Updated 4.40pm with PA response
Graffiti paying tribute to Daphne Caruana Galizia was painted over by government workers on Tuesday morning, on the day marking one year since the journalist was murdered by a car bomb.
Times of Malta photographer Chris Sant Fournier found two Planning Authority employees painting over stencilled graffiti of Ms Caruana Galizia with the text ‘we are not afraid’ beneath it at Kappara junction.
Workers stopped their repainting work the moment they noticed they were being filmed, and before they could paint over the last stencil spray-painted onto the concrete.
The graffiti was first spotted in Kappara and Sliema on Monday evening.
By early on Tuesday afternoon, stencils in Sliema has also been painted over.
The government has worked assiduously to remove public markers commemorating Ms Caruana Galizia or calling into question investigations into her death.

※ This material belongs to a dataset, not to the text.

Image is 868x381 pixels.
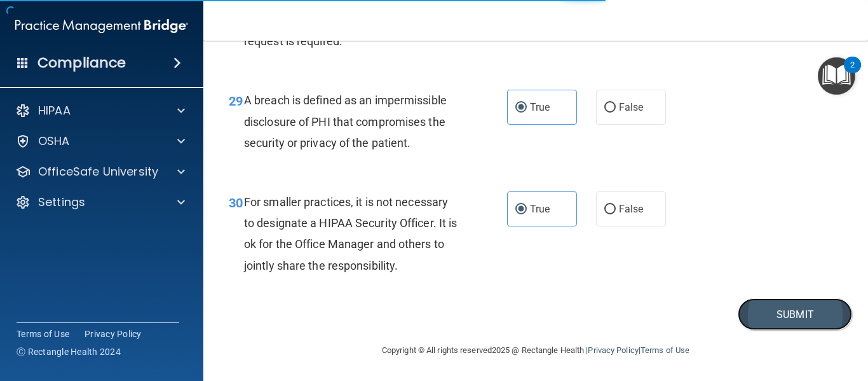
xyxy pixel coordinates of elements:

A makeshift memorial to the journalist set up at the foot of the Great Siege monument in Valletta was cleared more than a dozen times by government workers, with Justice Minister Owen Bonnici insisting the memorial had to be swept away at the end of every demonstration.
And just last July, Times of Malta caught another PA official tearing down posters marking nine months since Ms Caruana Galizia’s assassination which had been hung on trees on the Rabat road.
On that occasion, the PA had justified that order by saying the placards were a “traffic hazard” and had been put up without permission.
A PA spokesman told Times of Malta its enforcement officers had removed the graffiti "since they were illegally made on public property".